I can't say. I suspect that it is easier to cultivate soft bedside manners than it is to teach medical acumen, although the latter was the overriding priority when I was in medical training. No points were awarded in our morning reports with the chief of medicine for holding a patient's hand during the night. Big win, however, if the intern could recite 14 causes of hypercalcemia. The message was that 'hard medicine' is what really matters.
Where's the bedside manners site?
The importance of bedside manners depends upon the specific medical circumstance at hand. Good bedside manners may mean less if you are going to see a physician once for a procedure than it would if the doctor-patient relationship were to be ongoing.
There has been more emphasis on medical humanity in medical training in recent years, although the trajectory has not been a straight and steady incline. Resistance to reducing excessive and oppressive work schedules of interns and residents is still viable, but progress has been made. I'm not suggesting that medical interns work a 40 hour work week, but I do reject that exhausted and somnambulating house staff are a necessary feature of medical training and education. And, if medical 'reform' keeps progressing, how much dedication can we expect from house staff who will later join the ranks of employed physicians who are on a time clock?
Perhaps, shift work doctors will have meaningful doctor-patient relationships. Since these physicians will have more of a life, perhaps they will relate better to their patients as human beings. I'm not certain of this, but I offer it as a possibility.
Bedside Manners vs Brainpower
I have come to appreciate how important are the soft sides of medical practice. Of course, medical knowledge is critical, but medical judgment is paramount. We've all seen medical geniuses who wielded a clumsy clinical axe. Conversely, we've admired great healers who were not scholars. If I'm sick, I'll pass on the medical prodigy in favor of an excellent listener and judicious practitioner. Remember patients, no doctor has it all.
Here are a few clinical scenarios I've encountered recently that require a non-scholarly remedy.
- A physician is interviewing a man with hepatitis C. His wife is at the bedside. Do you ask then about a history of intravenous drug use, which is an essential question in this circumstance?
- A nurse gives a patient more sedation than the physician ordered. Should this be reported to her supervisor if no adverse consequence occurred?
- A colleague requests that you do a procedure on an elderly patient that can be medically justified, but isn't truly necessary. What should the procedurist's next move be?
- A patient is convinced that his complaints have a medical explanation, although the physician strongly suspects they are psychologically based. What's the doctor's game plan here? One false step and the doctor-patient relationship may be ruptured.
Doctoring is tricky business, and we don't know the specific ingredients and proportions that constitute a great physician. There is no recipe. It's an amorphous mixture of humanity, humility, medical knowledge, clinical experience, excellent communication skills, compassion and personal warmth. And, of course, we're supposed to run on time.
As patients, which qualities in your physicians do you value most?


* Exercise directions
Restate the data below word for word, omitting pictures.

* Extracts from a graphics dataset
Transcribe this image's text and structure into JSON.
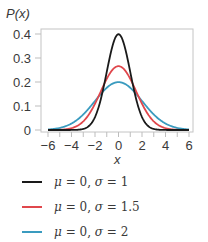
{
  "chart_data": {
    "type": "line",
    "title": "",
    "ylabel": "P(x)",
    "xlabel": "x",
    "xlim": [
      -6,
      6
    ],
    "ylim": [
      0,
      0.4
    ],
    "xticks": [
      -6,
      -4,
      -2,
      0,
      2,
      4,
      6
    ],
    "xtick_labels": [
      "−6",
      "−4",
      "−2",
      "0",
      "2",
      "4",
      "6"
    ],
    "yticks": [
      0,
      0.1,
      0.2,
      0.3,
      0.4
    ],
    "ytick_labels": [
      "0",
      "0.1",
      "0.2",
      "0.3",
      "0.4"
    ],
    "grid": false,
    "legend_position": "below",
    "series": [
      {
        "name": "μ = 0, σ = 1",
        "mu": 0,
        "sigma": 1,
        "color": "#1a1a1a",
        "peak": 0.399
      },
      {
        "name": "μ = 0, σ = 1.5",
        "mu": 0,
        "sigma": 1.5,
        "color": "#e0474c",
        "peak": 0.266
      },
      {
        "name": "μ = 0, σ = 2",
        "mu": 0,
        "sigma": 2,
        "color": "#3a9bbf",
        "peak": 0.199
      }
    ]
  },
  "legend": {
    "items": [
      {
        "mu_sym": "μ",
        "eq1": " = 0, ",
        "sigma_sym": "σ",
        "eq2": " = 1",
        "color": "#1a1a1a"
      },
      {
        "mu_sym": "μ",
        "eq1": " = 0, ",
        "sigma_sym": "σ",
        "eq2": " = 1.5",
        "color": "#e0474c"
      },
      {
        "mu_sym": "μ",
        "eq1": " = 0, ",
        "sigma_sym": "σ",
        "eq2": " = 2",
        "color": "#3a9bbf"
      }
    ]
  },
  "colors": {
    "axis": "#bdbdbd",
    "text": "#3a3a3a"
  }
}
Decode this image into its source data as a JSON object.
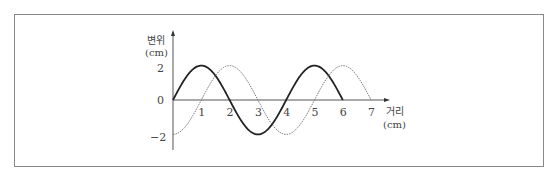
{
  "chart_data": {
    "type": "line",
    "title": "",
    "xlabel": "거리 (cm)",
    "ylabel": "변위 (cm)",
    "xlabel_lines": [
      "거리",
      "(cm)"
    ],
    "ylabel_lines": [
      "변위",
      "(cm)"
    ],
    "xlim": [
      0,
      7
    ],
    "ylim": [
      -2,
      2
    ],
    "x_ticks": [
      "1",
      "2",
      "3",
      "4",
      "5",
      "6",
      "7"
    ],
    "y_ticks": [
      "2",
      "0",
      "-2"
    ],
    "grid": false,
    "legend": null,
    "series": [
      {
        "name": "solid wave",
        "style": "solid",
        "x": [
          0,
          1,
          2,
          3,
          4,
          5,
          6
        ],
        "values": [
          0,
          2,
          0,
          -2,
          0,
          2,
          0
        ]
      },
      {
        "name": "dotted wave",
        "style": "dotted",
        "x": [
          0,
          1,
          2,
          3,
          4,
          5,
          6,
          7
        ],
        "values": [
          -2,
          0,
          2,
          0,
          -2,
          0,
          2,
          0
        ]
      }
    ]
  }
}
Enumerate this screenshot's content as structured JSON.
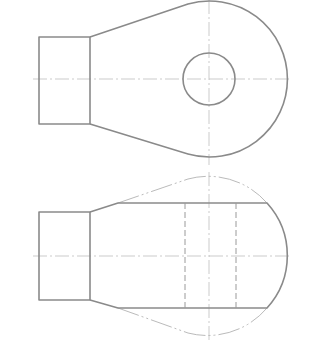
{
  "drawing": {
    "title": "",
    "colors": {
      "outline": "#8a8a8a",
      "center_line": "#b5b5b5",
      "hidden_line": "#9a9a9a",
      "phantom_line": "#a8a8a8",
      "background": "#ffffff"
    },
    "views": [
      {
        "name": "top-view",
        "boss_rect": {
          "x": 39,
          "y": 37,
          "w": 51,
          "h": 87
        },
        "lobe_circle": {
          "cx": 209,
          "cy": 79,
          "r": 78
        },
        "hole_circle": {
          "cx": 209,
          "cy": 79,
          "r": 26
        },
        "center_h": {
          "y": 79,
          "x1": 33,
          "x2": 292
        },
        "center_v": {
          "x": 209,
          "y1": 0,
          "y2": 165
        }
      },
      {
        "name": "front-view",
        "boss_rect": {
          "x": 39,
          "y": 212,
          "w": 51,
          "h": 88
        },
        "body_top_y": 203,
        "body_bottom_y": 308,
        "hidden_lines_x": [
          185,
          236
        ],
        "center_h": {
          "y": 256,
          "x1": 33,
          "x2": 292
        },
        "center_v": {
          "x": 209,
          "y1": 172,
          "y2": 340
        }
      }
    ]
  }
}
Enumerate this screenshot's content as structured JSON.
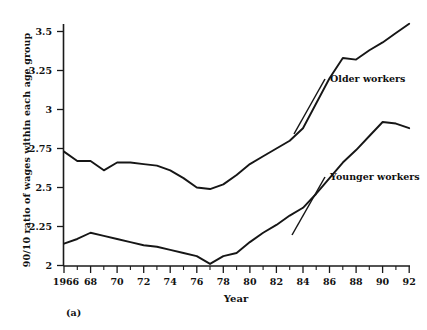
{
  "figure": {
    "panel_label": "(a)",
    "background_color": "#ffffff",
    "line_color": "#161616"
  },
  "chart_data": {
    "type": "line",
    "title": "",
    "xlabel": "Year",
    "ylabel": "90/10 ratio of wages within each age group",
    "xlim": [
      1966,
      1992
    ],
    "ylim": [
      2,
      3.5
    ],
    "grid": false,
    "legend_position": "inline-annotation",
    "x_tick_labels": [
      "1966",
      "68",
      "70",
      "72",
      "74",
      "76",
      "78",
      "80",
      "82",
      "84",
      "86",
      "88",
      "90",
      "92"
    ],
    "x_tick_values": [
      1966,
      1968,
      1970,
      1972,
      1974,
      1976,
      1978,
      1980,
      1982,
      1984,
      1986,
      1988,
      1990,
      1992
    ],
    "y_tick_labels": [
      "2",
      "2.25",
      "2.5",
      "2.75",
      "3",
      "3.25",
      "3.5"
    ],
    "y_tick_values": [
      2,
      2.25,
      2.5,
      2.75,
      3,
      3.25,
      3.5
    ],
    "x": [
      1966,
      1967,
      1968,
      1969,
      1970,
      1971,
      1972,
      1973,
      1974,
      1975,
      1976,
      1977,
      1978,
      1979,
      1980,
      1981,
      1982,
      1983,
      1984,
      1985,
      1986,
      1987,
      1988,
      1989,
      1990,
      1991,
      1992
    ],
    "series": [
      {
        "name": "Older workers",
        "label": "Older workers",
        "values": [
          2.73,
          2.67,
          2.67,
          2.61,
          2.66,
          2.66,
          2.65,
          2.64,
          2.61,
          2.56,
          2.5,
          2.49,
          2.52,
          2.58,
          2.65,
          2.7,
          2.75,
          2.8,
          2.88,
          3.04,
          3.2,
          3.33,
          3.32,
          3.38,
          3.43,
          3.49,
          3.55
        ]
      },
      {
        "name": "Younger workers",
        "label": "Younger workers",
        "values": [
          2.14,
          2.17,
          2.21,
          2.19,
          2.17,
          2.15,
          2.13,
          2.12,
          2.1,
          2.08,
          2.06,
          2.01,
          2.06,
          2.08,
          2.15,
          2.21,
          2.26,
          2.32,
          2.37,
          2.46,
          2.56,
          2.66,
          2.74,
          2.83,
          2.92,
          2.91,
          2.88
        ]
      }
    ],
    "annotations": [
      {
        "text": "Older workers",
        "attached_series": "Older workers"
      },
      {
        "text": "Younger workers",
        "attached_series": "Younger workers"
      }
    ]
  }
}
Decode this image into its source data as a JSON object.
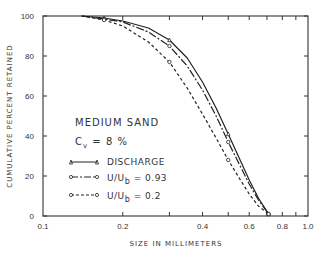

* Task response
Transcribe this image's text and structure into JSON.
{
  "chart_data": {
    "type": "line",
    "title": "",
    "ylabel": "P(x)",
    "xlabel": "x",
    "xlim": [
      -6,
      6
    ],
    "ylim": [
      0,
      0.4
    ],
    "xticks": [
      -6,
      -4,
      -2,
      0,
      2,
      4,
      6
    ],
    "xtick_labels": [
      "−6",
      "−4",
      "−2",
      "0",
      "2",
      "4",
      "6"
    ],
    "yticks": [
      0,
      0.1,
      0.2,
      0.3,
      0.4
    ],
    "ytick_labels": [
      "0",
      "0.1",
      "0.2",
      "0.3",
      "0.4"
    ],
    "grid": false,
    "legend_position": "below",
    "series": [
      {
        "name": "μ = 0, σ = 1",
        "mu": 0,
        "sigma": 1,
        "color": "#1a1a1a",
        "peak": 0.399
      },
      {
        "name": "μ = 0, σ = 1.5",
        "mu": 0,
        "sigma": 1.5,
        "color": "#e0474c",
        "peak": 0.266
      },
      {
        "name": "μ = 0, σ = 2",
        "mu": 0,
        "sigma": 2,
        "color": "#3a9bbf",
        "peak": 0.199
      }
    ]
  },
  "legend": {
    "items": [
      {
        "mu_sym": "μ",
        "eq1": " = 0, ",
        "sigma_sym": "σ",
        "eq2": " = 1",
        "color": "#1a1a1a"
      },
      {
        "mu_sym": "μ",
        "eq1": " = 0, ",
        "sigma_sym": "σ",
        "eq2": " = 1.5",
        "color": "#e0474c"
      },
      {
        "mu_sym": "μ",
        "eq1": " = 0, ",
        "sigma_sym": "σ",
        "eq2": " = 2",
        "color": "#3a9bbf"
      }
    ]
  },
  "colors": {
    "axis": "#bdbdbd",
    "text": "#3a3a3a"
  }
}
Decode this image into its source data as a JSON object.
{
  "chart_data": {
    "type": "line",
    "title": "",
    "xlabel": "거리 (cm)",
    "ylabel": "변위 (cm)",
    "xlabel_lines": [
      "거리",
      "(cm)"
    ],
    "ylabel_lines": [
      "변위",
      "(cm)"
    ],
    "xlim": [
      0,
      7
    ],
    "ylim": [
      -2,
      2
    ],
    "x_ticks": [
      "1",
      "2",
      "3",
      "4",
      "5",
      "6",
      "7"
    ],
    "y_ticks": [
      "2",
      "0",
      "-2"
    ],
    "grid": false,
    "legend": null,
    "series": [
      {
        "name": "solid wave",
        "style": "solid",
        "x": [
          0,
          1,
          2,
          3,
          4,
          5,
          6
        ],
        "values": [
          0,
          2,
          0,
          -2,
          0,
          2,
          0
        ]
      },
      {
        "name": "dotted wave",
        "style": "dotted",
        "x": [
          0,
          1,
          2,
          3,
          4,
          5,
          6,
          7
        ],
        "values": [
          -2,
          0,
          2,
          0,
          -2,
          0,
          2,
          0
        ]
      }
    ]
  }
}
Enumerate this screenshot's content as structured JSON.
{
  "drawing": {
    "title": "",
    "colors": {
      "outline": "#8a8a8a",
      "center_line": "#b5b5b5",
      "hidden_line": "#9a9a9a",
      "phantom_line": "#a8a8a8",
      "background": "#ffffff"
    },
    "views": [
      {
        "name": "top-view",
        "boss_rect": {
          "x": 39,
          "y": 37,
          "w": 51,
          "h": 87
        },
        "lobe_circle": {
          "cx": 209,
          "cy": 79,
          "r": 78
        },
        "hole_circle": {
          "cx": 209,
          "cy": 79,
          "r": 26
        },
        "center_h": {
          "y": 79,
          "x1": 33,
          "x2": 292
        },
        "center_v": {
          "x": 209,
          "y1": 0,
          "y2": 165
        }
      },
      {
        "name": "front-view",
        "boss_rect": {
          "x": 39,
          "y": 212,
          "w": 51,
          "h": 88
        },
        "body_top_y": 203,
        "body_bottom_y": 308,
        "hidden_lines_x": [
          185,
          236
        ],
        "center_h": {
          "y": 256,
          "x1": 33,
          "x2": 292
        },
        "center_v": {
          "x": 209,
          "y1": 172,
          "y2": 340
        }
      }
    ]
  }
}
Enumerate this screenshot's content as structured JSON.
{
  "figure": {
    "panel_label": "(a)",
    "background_color": "#ffffff",
    "line_color": "#161616"
  },
  "chart_data": {
    "type": "line",
    "title": "",
    "xlabel": "Year",
    "ylabel": "90/10 ratio of wages within each age group",
    "xlim": [
      1966,
      1992
    ],
    "ylim": [
      2,
      3.5
    ],
    "grid": false,
    "legend_position": "inline-annotation",
    "x_tick_labels": [
      "1966",
      "68",
      "70",
      "72",
      "74",
      "76",
      "78",
      "80",
      "82",
      "84",
      "86",
      "88",
      "90",
      "92"
    ],
    "x_tick_values": [
      1966,
      1968,
      1970,
      1972,
      1974,
      1976,
      1978,
      1980,
      1982,
      1984,
      1986,
      1988,
      1990,
      1992
    ],
    "y_tick_labels": [
      "2",
      "2.25",
      "2.5",
      "2.75",
      "3",
      "3.25",
      "3.5"
    ],
    "y_tick_values": [
      2,
      2.25,
      2.5,
      2.75,
      3,
      3.25,
      3.5
    ],
    "x": [
      1966,
      1967,
      1968,
      1969,
      1970,
      1971,
      1972,
      1973,
      1974,
      1975,
      1976,
      1977,
      1978,
      1979,
      1980,
      1981,
      1982,
      1983,
      1984,
      1985,
      1986,
      1987,
      1988,
      1989,
      1990,
      1991,
      1992
    ],
    "series": [
      {
        "name": "Older workers",
        "label": "Older workers",
        "values": [
          2.73,
          2.67,
          2.67,
          2.61,
          2.66,
          2.66,
          2.65,
          2.64,
          2.61,
          2.56,
          2.5,
          2.49,
          2.52,
          2.58,
          2.65,
          2.7,
          2.75,
          2.8,
          2.88,
          3.04,
          3.2,
          3.33,
          3.32,
          3.38,
          3.43,
          3.49,
          3.55
        ]
      },
      {
        "name": "Younger workers",
        "label": "Younger workers",
        "values": [
          2.14,
          2.17,
          2.21,
          2.19,
          2.17,
          2.15,
          2.13,
          2.12,
          2.1,
          2.08,
          2.06,
          2.01,
          2.06,
          2.08,
          2.15,
          2.21,
          2.26,
          2.32,
          2.37,
          2.46,
          2.56,
          2.66,
          2.74,
          2.83,
          2.92,
          2.91,
          2.88
        ]
      }
    ],
    "annotations": [
      {
        "text": "Older workers",
        "attached_series": "Older workers"
      },
      {
        "text": "Younger workers",
        "attached_series": "Younger workers"
      }
    ]
  }
}
Decode this image into its source data as a JSON object.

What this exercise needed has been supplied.